There was little reason to cheer. Katniss and Lucy are not so much victors as survivors. The evil apparatus remains in place. The gods of the government will demand the blood of more children next year, as expiation for the sin of rebellion. The ritualized deaths of the innocent will once again be the price for staying alive. The controlled, abuse of the young will keep chaos at bay. The kids seemed to intuit that, to an extent, what they saw on those killing fields of the Capitol goes on around them every day. Not just in Gaza or Be’eri, but everywhere, everywhere where children become invisible and human life becomes expendable.
That’s not what Judaism is teaching. For although Abraham thought God was compelling him to kill his child, high on Mount Moriah, as he was about to lower his knife, an angelic voice called out and said, “Do not lay a finger on that lad! That is NOT what God wants, Abraham!
That is NOT what religion is all about, Abraham! That is NOT what Judaism is all about! We don’t kill children – we don’t abuse children! We don’t abandon children! We don’t teach children to hate! We love them! We protect them! We teach them to love their neighbors, that all children are children of God! That’s the punch line, Abraham! I nearly had you fooled, didn’t I?” sayeth the Lord.

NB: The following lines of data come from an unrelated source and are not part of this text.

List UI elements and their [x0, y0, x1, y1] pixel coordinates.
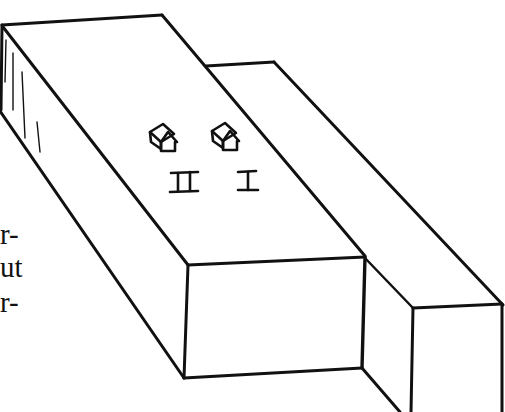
body-text-fragment-1: r-	[0, 220, 19, 249]
body-text-fragment-2: ut	[0, 253, 23, 282]
front-block-bottom-right-edge	[362, 368, 400, 412]
front-block-back-vertical-edge	[1, 25, 2, 110]
back-block-front-left-edge	[411, 308, 413, 412]
figure-canvas	[0, 0, 505, 412]
body-text-fragment-3: r-	[0, 288, 19, 317]
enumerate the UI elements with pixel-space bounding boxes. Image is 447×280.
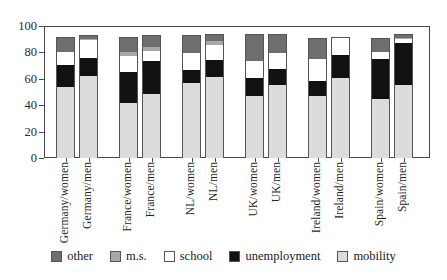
legend-label-other: other bbox=[67, 250, 93, 263]
bar-france-women bbox=[119, 37, 138, 158]
legend-item-mobility: mobility bbox=[337, 250, 395, 263]
legend-swatch-mobility bbox=[337, 251, 348, 262]
bar-france-men bbox=[142, 35, 161, 158]
bars-layer bbox=[44, 26, 430, 158]
y-tick-label: 40 bbox=[25, 99, 38, 112]
bar-segment-mobility bbox=[395, 85, 412, 158]
bar-segment-unemployment bbox=[80, 58, 97, 75]
bar-segment-other bbox=[143, 36, 160, 46]
bar-segment-mobility bbox=[120, 103, 137, 158]
x-tick-label: UK/men bbox=[271, 162, 285, 202]
bar-segment-school bbox=[246, 61, 263, 78]
bar-segment-other bbox=[183, 36, 200, 53]
bar-segment-mobility bbox=[206, 77, 223, 158]
bar-segment-unemployment bbox=[57, 65, 74, 87]
bar-segment-unemployment bbox=[206, 60, 223, 77]
bar-segment-unemployment bbox=[372, 59, 389, 100]
legend-label-ms: m.s. bbox=[126, 250, 147, 263]
legend-item-unemployment: unemployment bbox=[229, 250, 320, 263]
bar-segment-mobility bbox=[332, 78, 349, 158]
bar-segment-unemployment bbox=[395, 43, 412, 85]
legend-label-unemployment: unemployment bbox=[245, 250, 320, 263]
x-tick-label: France/men bbox=[145, 162, 159, 217]
legend-swatch-other bbox=[51, 251, 62, 262]
bar-spain-men bbox=[394, 34, 413, 158]
bar-segment-unemployment bbox=[120, 72, 137, 103]
y-tick-label: 100 bbox=[18, 20, 37, 33]
y-tick-label: 80 bbox=[25, 46, 38, 59]
bar-germany-women bbox=[56, 37, 75, 158]
x-tick-label: Spain/women bbox=[374, 162, 388, 226]
legend-item-ms: m.s. bbox=[110, 250, 147, 263]
x-tick-label: UK/women bbox=[248, 162, 262, 216]
bar-segment-mobility bbox=[269, 85, 286, 158]
y-tick-label: 0 bbox=[31, 152, 37, 165]
legend-label-mobility: mobility bbox=[353, 250, 395, 263]
bar-ireland-women bbox=[308, 38, 327, 158]
y-tick-label: 20 bbox=[25, 125, 38, 138]
bar-segment-school bbox=[206, 45, 223, 59]
bar-segment-school bbox=[183, 53, 200, 70]
legend-item-other: other bbox=[51, 250, 93, 263]
bar-segment-unemployment bbox=[183, 70, 200, 83]
x-tick-label: Germany/women bbox=[59, 162, 73, 243]
bar-nl-women bbox=[182, 35, 201, 158]
stacked-bar-chart: 020406080100 Germany/womenGermany/menFra… bbox=[0, 0, 447, 280]
bar-segment-unemployment bbox=[143, 61, 160, 94]
x-tick-label: NL/men bbox=[208, 162, 222, 201]
bar-segment-school bbox=[143, 51, 160, 61]
bar-segment-other bbox=[269, 35, 286, 53]
bar-segment-unemployment bbox=[309, 81, 326, 97]
bar-segment-mobility bbox=[183, 83, 200, 158]
bar-segment-mobility bbox=[143, 94, 160, 158]
bar-spain-women bbox=[371, 38, 390, 158]
bar-segment-other bbox=[246, 35, 263, 61]
bar-segment-mobility bbox=[309, 96, 326, 158]
x-tick-label: Germany/men bbox=[82, 162, 96, 229]
bar-nl-men bbox=[205, 34, 224, 158]
legend-swatch-school bbox=[164, 251, 175, 262]
x-tick-label: NL/women bbox=[185, 162, 199, 215]
bar-segment-school bbox=[332, 38, 349, 55]
bar-segment-school bbox=[309, 59, 326, 81]
bar-segment-school bbox=[80, 40, 97, 58]
x-axis: Germany/womenGermany/menFrance/womenFran… bbox=[44, 158, 430, 244]
bar-segment-other bbox=[372, 39, 389, 52]
bar-uk-women bbox=[245, 34, 264, 158]
legend-swatch-ms bbox=[110, 251, 121, 262]
bar-segment-unemployment bbox=[269, 69, 286, 85]
x-tick-label: Ireland/men bbox=[334, 162, 348, 219]
y-tick-label: 60 bbox=[25, 73, 38, 86]
bar-segment-school bbox=[57, 52, 74, 65]
bar-segment-school bbox=[120, 56, 137, 72]
legend-swatch-unemployment bbox=[229, 251, 240, 262]
bar-segment-unemployment bbox=[332, 55, 349, 79]
legend-label-school: school bbox=[180, 250, 213, 263]
bar-segment-other bbox=[57, 38, 74, 52]
bar-segment-other bbox=[309, 39, 326, 59]
bar-segment-other bbox=[120, 38, 137, 52]
x-tick-label: France/women bbox=[122, 162, 136, 232]
bar-uk-men bbox=[268, 34, 287, 158]
bar-segment-unemployment bbox=[246, 78, 263, 96]
x-tick-label: Spain/men bbox=[397, 162, 411, 212]
chart-legend: otherm.s.schoolunemploymentmobility bbox=[0, 250, 447, 263]
bar-germany-men bbox=[79, 35, 98, 158]
bar-segment-mobility bbox=[80, 76, 97, 159]
bar-segment-school bbox=[269, 53, 286, 69]
bar-segment-mobility bbox=[372, 99, 389, 158]
x-tick-label: Ireland/women bbox=[311, 162, 325, 233]
bar-segment-mobility bbox=[57, 87, 74, 158]
bar-segment-mobility bbox=[246, 96, 263, 158]
bar-ireland-men bbox=[331, 37, 350, 158]
legend-item-school: school bbox=[164, 250, 213, 263]
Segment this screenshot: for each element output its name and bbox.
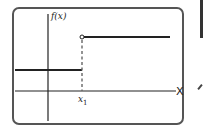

That, my friends, is the Jewish ethos. I’m not saying that children’s lives haven’t been tragically cut short by Israeli weaponry these past several weeks. They have. Too many have. And one is too many. But just remember who those kids were shielding, where those rockets have been fired from and where they were targeted to land. When a child dies, any child, Jews mourn. To accuse us of deliberately targeting children is to demonstrate the cruelest and most venomous form of antisemitism that exists on this planet.
But perhaps that also is the point.
In the end, “The Hunger Games” celebrates the indestructibility of the human spirit and the unquenchable thirst for freedom. But it also pays homage to the darkest side of the Dark Side, the part of each one of us that can look at systematic brutality toward children and find it to be abhorrent - but perfectly plausible.
Of course it is. Hamas just committed it thousands of times. And the world barely flinched.